Ben Hagari: Potter’s Will
by Keren Goldberg | 24.02.16Ben Hagari’s distinctive figure can be seen in most of his films and video installations. The Israeli artist, living in Brooklyn, usually transforms himself into various human mechanisms – such as a pendulum or cuckoo clock, an image coming out of a printer, a pedestal for a washing machine or a human temperature scale. These are situated in absurd environments, where optical illusions and unique projections methods are used to create a dissonance between two and three-dimensional spaces and between background or backstage and facade. Hagari creates complex systems of representation, where the human figure is distilled through constructed failures of technology.
One of his most famous works, ‘Invert’ (2010), is a 35mm film, portraying a surreal world, in which complementary colors are reversed and light and shadow are swapped. An uncanny protagonist is seen teaching his mute parrot to speak, saying to him words in Hebrew, only backwards. The mesmerizing manipulation is done manually, while the film shows its ‘positive’ image. A different film, ‘Fresh’ (2014), reveals a vegetable man ¬ a living enactment of Giuseppe Arcimboldo’s vegetables portraits ¬ who is subject to scientific and culinary experiments.

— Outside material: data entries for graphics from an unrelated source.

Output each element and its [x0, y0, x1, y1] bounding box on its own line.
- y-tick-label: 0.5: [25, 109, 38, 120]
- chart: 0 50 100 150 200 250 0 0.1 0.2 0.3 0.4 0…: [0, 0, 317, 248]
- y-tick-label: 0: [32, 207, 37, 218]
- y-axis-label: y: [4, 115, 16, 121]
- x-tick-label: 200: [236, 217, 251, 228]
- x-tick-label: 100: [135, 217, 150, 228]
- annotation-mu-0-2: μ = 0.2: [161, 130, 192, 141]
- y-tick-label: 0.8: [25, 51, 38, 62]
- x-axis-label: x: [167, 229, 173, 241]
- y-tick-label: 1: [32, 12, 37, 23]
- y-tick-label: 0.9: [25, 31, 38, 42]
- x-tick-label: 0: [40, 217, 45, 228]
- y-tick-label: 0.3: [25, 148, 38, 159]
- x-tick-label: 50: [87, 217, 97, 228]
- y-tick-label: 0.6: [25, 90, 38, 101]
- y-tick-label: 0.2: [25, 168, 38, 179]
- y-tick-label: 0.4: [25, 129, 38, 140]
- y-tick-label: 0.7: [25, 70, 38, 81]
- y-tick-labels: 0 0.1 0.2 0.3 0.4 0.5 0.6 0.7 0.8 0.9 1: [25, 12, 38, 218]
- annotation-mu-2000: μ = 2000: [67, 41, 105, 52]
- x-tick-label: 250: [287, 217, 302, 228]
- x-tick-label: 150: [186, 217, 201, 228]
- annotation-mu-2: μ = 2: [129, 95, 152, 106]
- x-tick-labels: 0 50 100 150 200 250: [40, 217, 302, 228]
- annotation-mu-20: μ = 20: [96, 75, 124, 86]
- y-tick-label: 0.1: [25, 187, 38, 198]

This time, Hagari molds the human figure in clay. Called ‘Potter’s Will’, his current show will include a revolving stage, carrying a set mimicking a traditional clay workshop, along side a film, featuring the hands of the famous potter Paul Chaleff molding a pot into a clay figure. In his characteristic style of inversion, the room and the camera spin, while the pottery wheel remains immobile. The show will open on 25 February at Tel Aviv Museum, and will be on view simultaneously at the Rose Art Museum in Massachusetts.
‘Ben Hagari: Potter’s Will’, The 2015 Chami Fruchter Prize for an Emerging Israeli Video Artist, Tel Aviv Museum, 25 February 2016 – 2 July 2016, Curated by Anat Danon Sivan.